2.1 Standard base styles

The base style of a LATEX document is the argument to the \documentclass command (\documentstyle in old style). Normally, the base style of a document defines the structure and appearance of the whole document.

HEVEA really knows about two LATEX base styles, article and book. Additionally, the report base style is recognized and considered equivalent to book and the seminar base style for making slides is recognized and implemented by small additions on the article style.

Base style style is implemented by an HEVEA specific style file style.hva. More precisely, HEVEA interprets \documentclass{style} by attempting to load the file style.hva (see section C.1.1.1 on where HEVEA searches for files). Thus, at the moment, HEVEA distribution includes the files, article.hva, book.hva, etc.

2.2 Other base styles
Documents whose base style is not recognized by HEVEA can be processed when the unknown base style is a derivation of a recognized base style.
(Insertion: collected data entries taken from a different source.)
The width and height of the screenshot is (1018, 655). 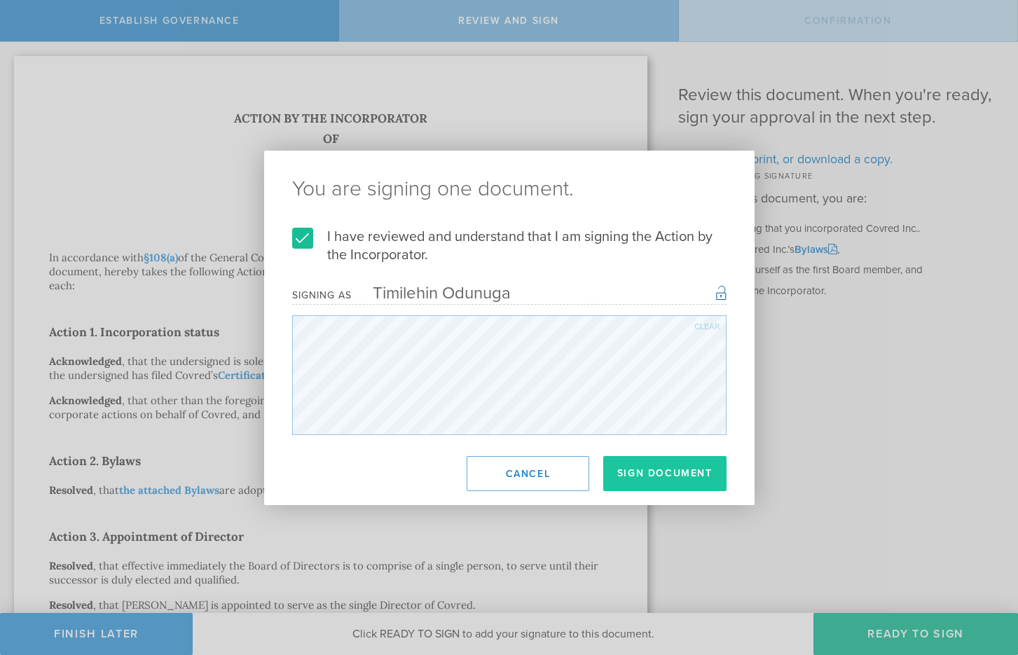 What do you see at coordinates (431, 293) in the screenshot?
I see `div: Timilehin Odunuga` at bounding box center [431, 293].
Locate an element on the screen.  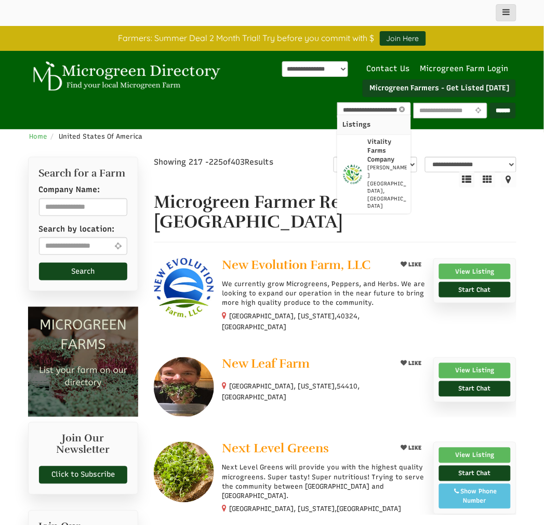
a: Contact Us is located at coordinates (387, 69).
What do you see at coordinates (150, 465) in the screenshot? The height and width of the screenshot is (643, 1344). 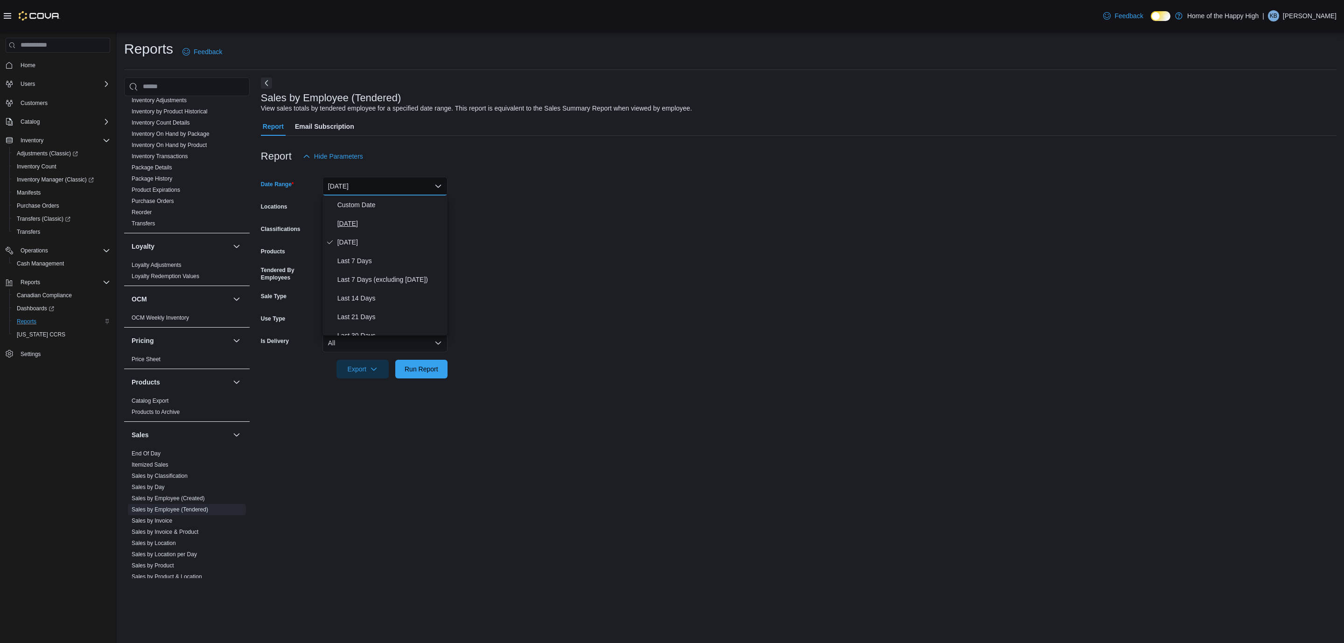 I see `span: Itemized Sales` at bounding box center [150, 465].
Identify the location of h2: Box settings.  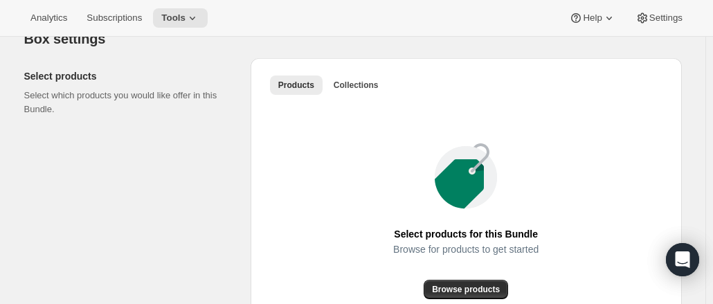
(353, 39).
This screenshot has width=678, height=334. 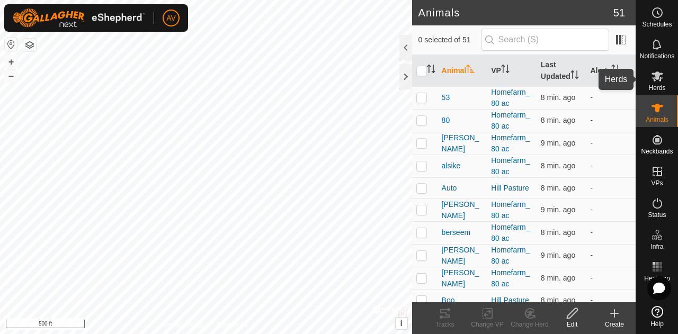 I want to click on div: Edit, so click(x=572, y=325).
Let us assume that mydoc.tex uses an exotic base style such as acmconf. Then, typing hevea mydoc.tex will yield an error, since HEVEA cannot find the acmconf.hva file:
# hevea.opt mydoc.tex
mydoc.tex:1: Warning: Cannot find file: acmconf.hva
mydoc.tex:1: Error while reading LaTeX: No base style
Adios
This situation is avoided by invoking HEVEA with the known base style file article.hva as an extra argument:
# hevea article.hva mydoc.tex
The extra argument instructs HEVEA to load its article.hva style file before processing mydoc.tex. It will then ignore the document base style specified by \documentclass (or \documentstyle).
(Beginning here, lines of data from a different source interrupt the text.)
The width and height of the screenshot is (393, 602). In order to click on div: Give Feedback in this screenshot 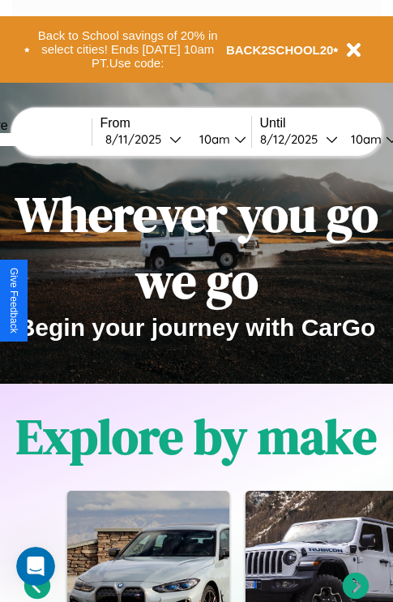, I will do `click(14, 300)`.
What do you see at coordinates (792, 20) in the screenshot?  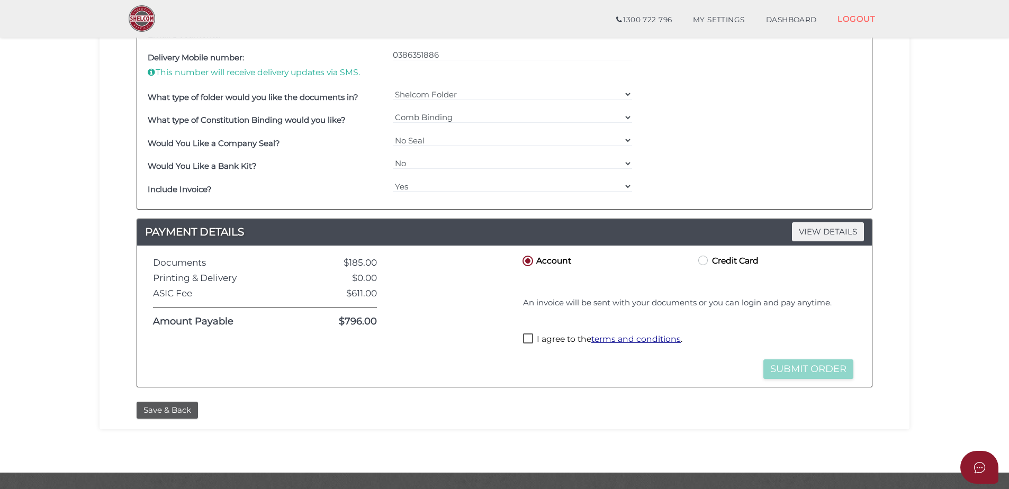 I see `a: DASHBOARD` at bounding box center [792, 20].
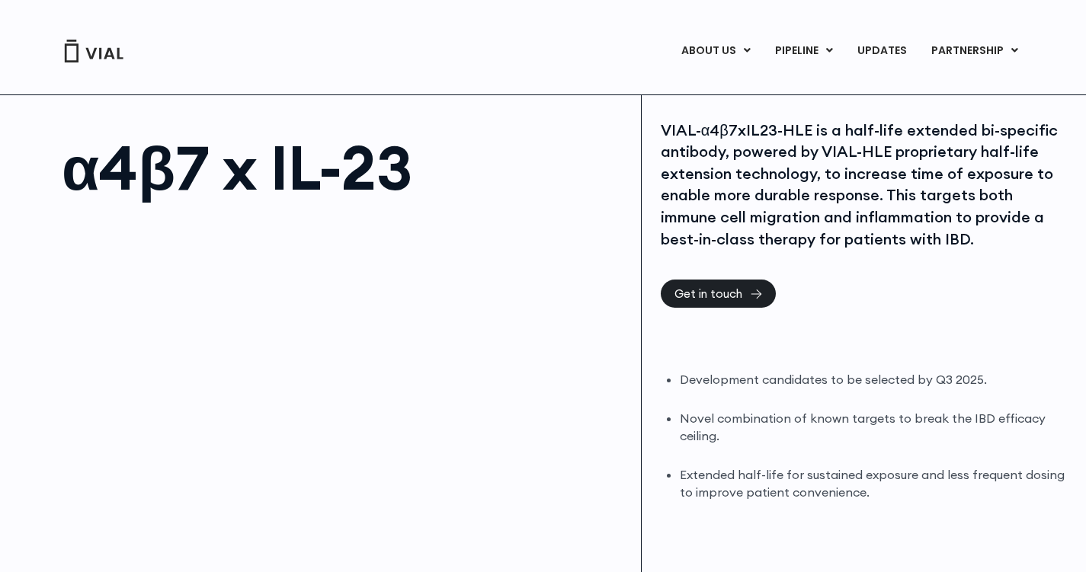  What do you see at coordinates (716, 51) in the screenshot?
I see `a: ABOUT USMenu Toggle` at bounding box center [716, 51].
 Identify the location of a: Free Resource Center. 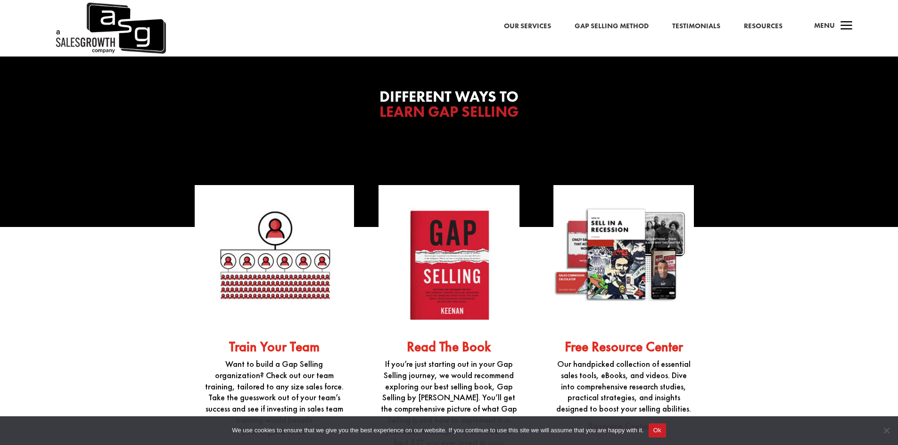
(623, 347).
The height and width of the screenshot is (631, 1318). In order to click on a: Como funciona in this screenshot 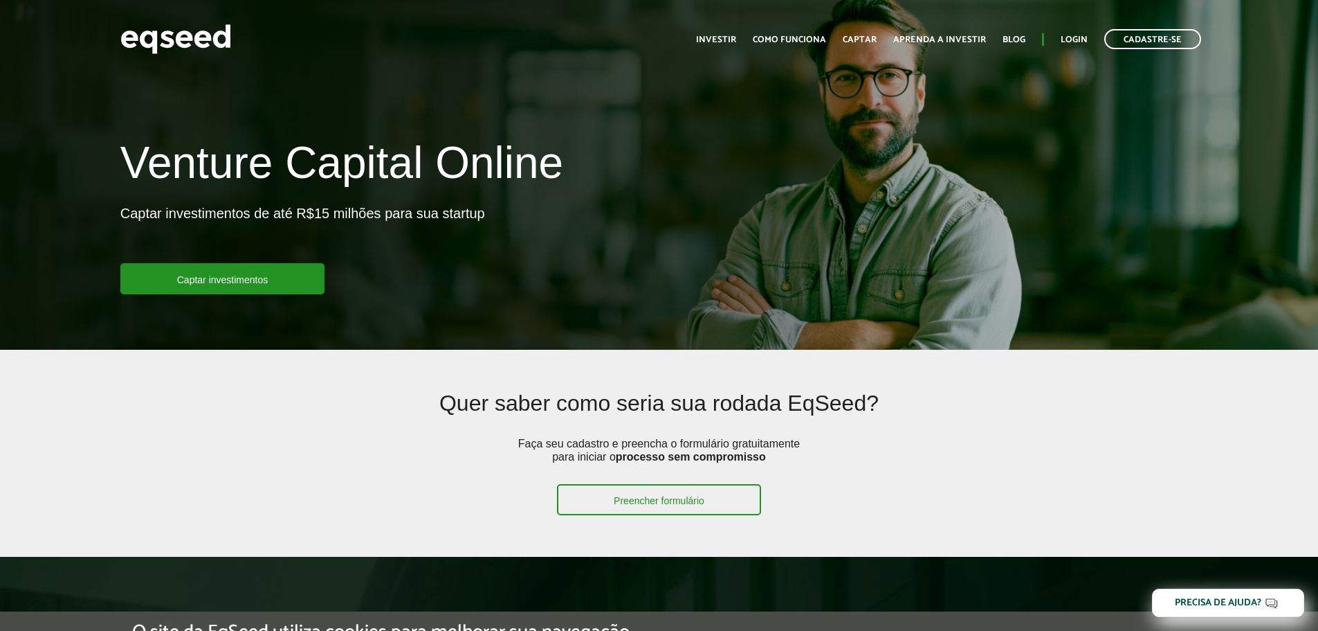, I will do `click(790, 39)`.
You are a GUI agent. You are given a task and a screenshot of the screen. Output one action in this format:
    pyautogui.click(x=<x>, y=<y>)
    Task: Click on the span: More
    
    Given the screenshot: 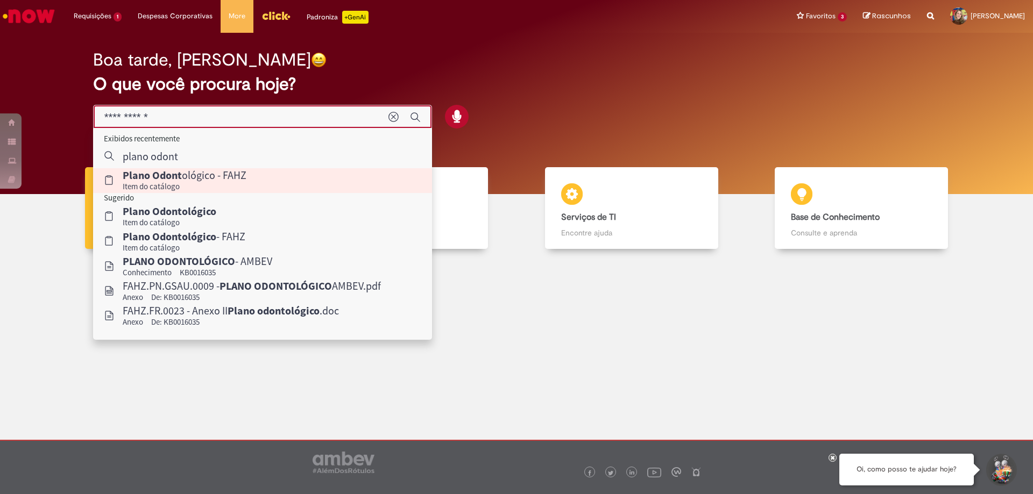 What is the action you would take?
    pyautogui.click(x=237, y=16)
    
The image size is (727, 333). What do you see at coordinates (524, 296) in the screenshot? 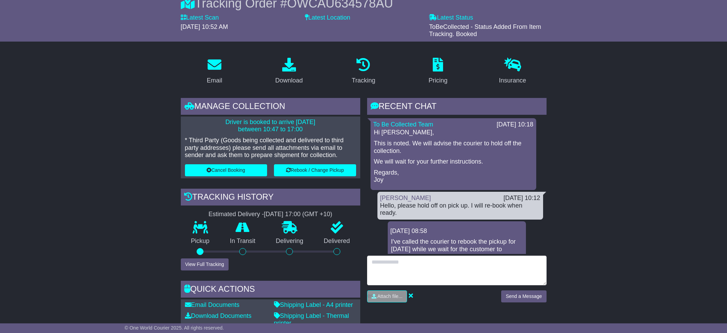
I see `button: Send a Message` at bounding box center [524, 296].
Observe that the fix above works because the acmconf and article base styles look the same to the document (i.e., they define the same macros). More generally, most base styles that are neither article nor book are in fact variations on either two of them. However, such styles usually provides extra macros. If users documents use these macros, then users should also instruct HEVEA about them (see section 4.1).
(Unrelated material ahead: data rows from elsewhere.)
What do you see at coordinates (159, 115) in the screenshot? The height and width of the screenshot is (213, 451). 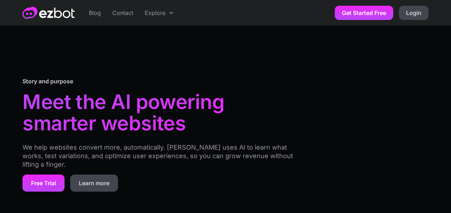 I see `h1: Meet the AI powering smarter websites` at bounding box center [159, 115].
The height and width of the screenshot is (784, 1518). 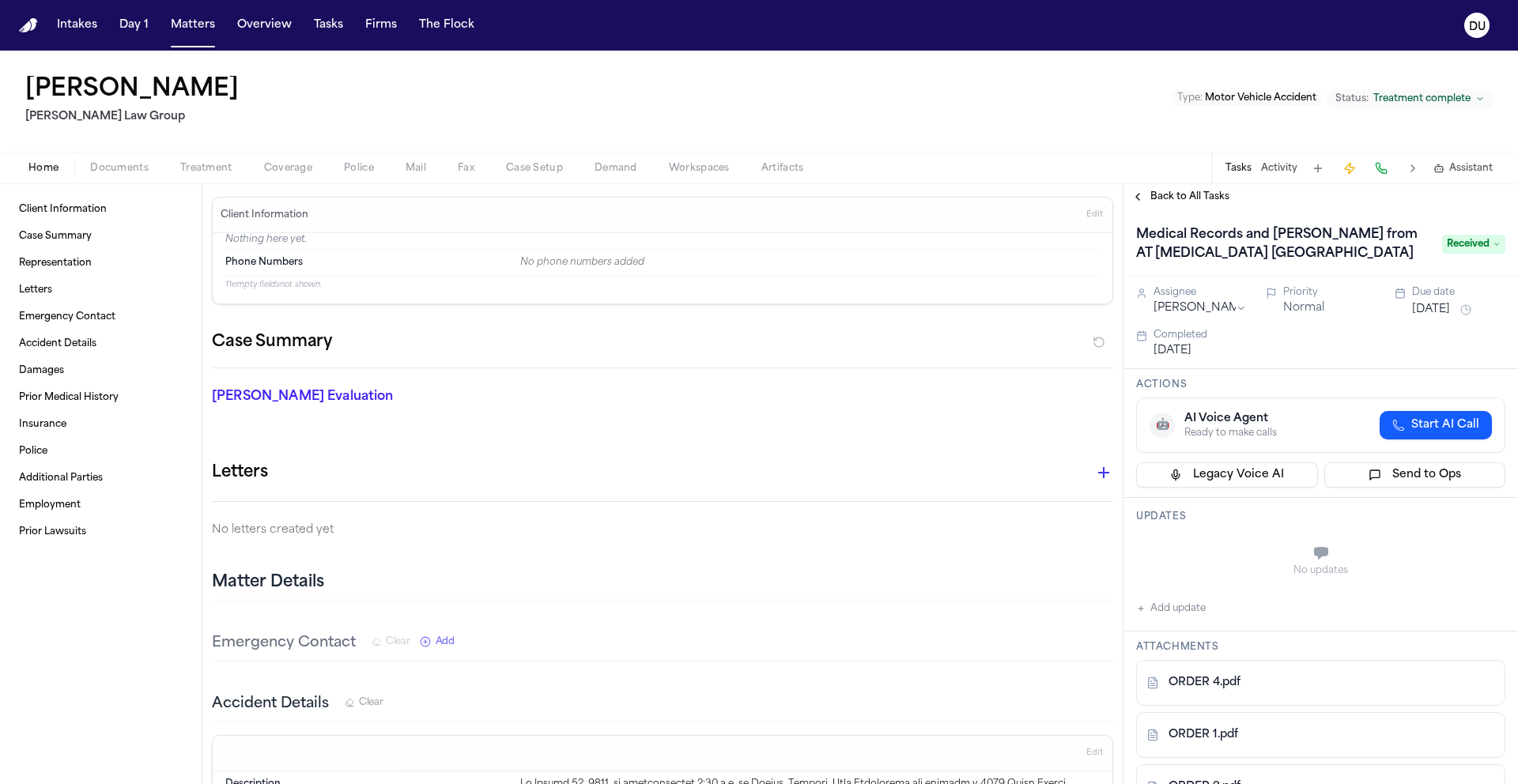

Finally, it is important to notice that renaming a base style file style.cls into style.hva will not work in general. As a matter of fact, base style files are TeX and not LATEX source and HEVEA will almost surely fail on TeX-ish input.

2.3 Other style files

A LATEX document usually loads additional style files (using \input or \usepackage, or by giving optional arguments to \documentstyle). HEVEA treats \usepackage and optional arguments to \documentstyle in its own way, but it attempts to load a file given as argument to \input. As a consequence, HEVEA may choke on personnal style files, which are read by using \input.

A simple situation is when HEVEA is not happy with just a few macros in a style file. As it is often the case, assume that the document mydoc.tex has a \input{macros.tex} instruction in its preamble, where macros.tex gathers custom definitions. Hopefully, only a few macros give rise to trouble: macros that performs fine typesetting or TeXish macros. Such macros need to be rewritten, using basic LATEX constructs (section 4 gives examples of macro-rewriting). The new definitions are best collected in a style file, macros.hva for instance. Then, mydoc.tex is to be translated by issuing the command:
# hevea macros.hva mydoc.tex
The file macros.hva is processed before mydoc.tex (and thus before macros.tex). As a consequence of HEVEA behavior with respect to definition and redefinition (see section B.8.1), the macro definitions in mymacros.tex override the ones in macros.tex.

Another situation is when HEVEA fails to process a whole style file. Usually, this means that HEVEA crashes on that style file. Then, you should also instruct HEVEA not to load the faulty file, by issuing the command:
# hevea macros.hva -e macros.tex mydoc.tex
Of course, macros.hva must now contain replacements for all the useful macros of macro.tex.